I'm with you in that I don't like the way English is necessarily evolving after spending all this time learning it, and I massively hate the shift in definitions like "literally" etc. But it is our lot. We will soon be as out of touch with the modern parlance as folks from the 1800's are with ours.

I think French has some strictures put on how the language evolves and what is allowed in the language but I don't think we in the English-speaking world have those guardrails. Would that it were otherwise.
 
You are a shitty human IF you are a human


I display none of the tell tale indications of being a bot hole


But then facts and logic are not you strong suit

You are a bot, you say the same shit over and over and you have no sense of humor.
 
As scientist in residence at the Art Institute of Chicago, I’ve been teaching art students at undergraduate level for eight years. Most of them were badly put off maths at school. I ask them what they found so disagreeable, and there are clear recurring themes: memorisation, especially of times tables, timed tests, right-and-wrong answers, and being made to feel stupid for making mistakes.

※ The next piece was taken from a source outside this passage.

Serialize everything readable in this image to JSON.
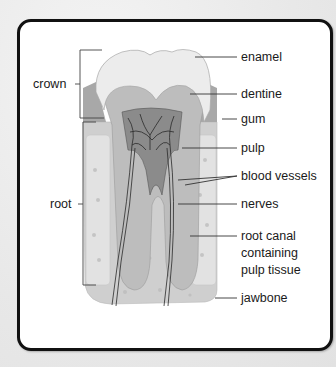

Often they felt alienated because they had searching questions – such as why does -(-1)=1; do numbers exist; is maths real – but they were told these were silly or irrelevant, and they should get back to their repetitive, algorithmic homework assignments.

https://www.theguardian.com/books/2023/may/29/what-if-nobody-is-bad-at-maths

Brits write "maths" rather than US, "math."

This is pure copium for the dumbs.
 
You are a shitty human IF you are a human


I display none of the tell tale indications of being a bot hole


But then facts and logic are not you strong suit

Actually, you display all of them and before I pointed this out Grind pointed this out. Years ago.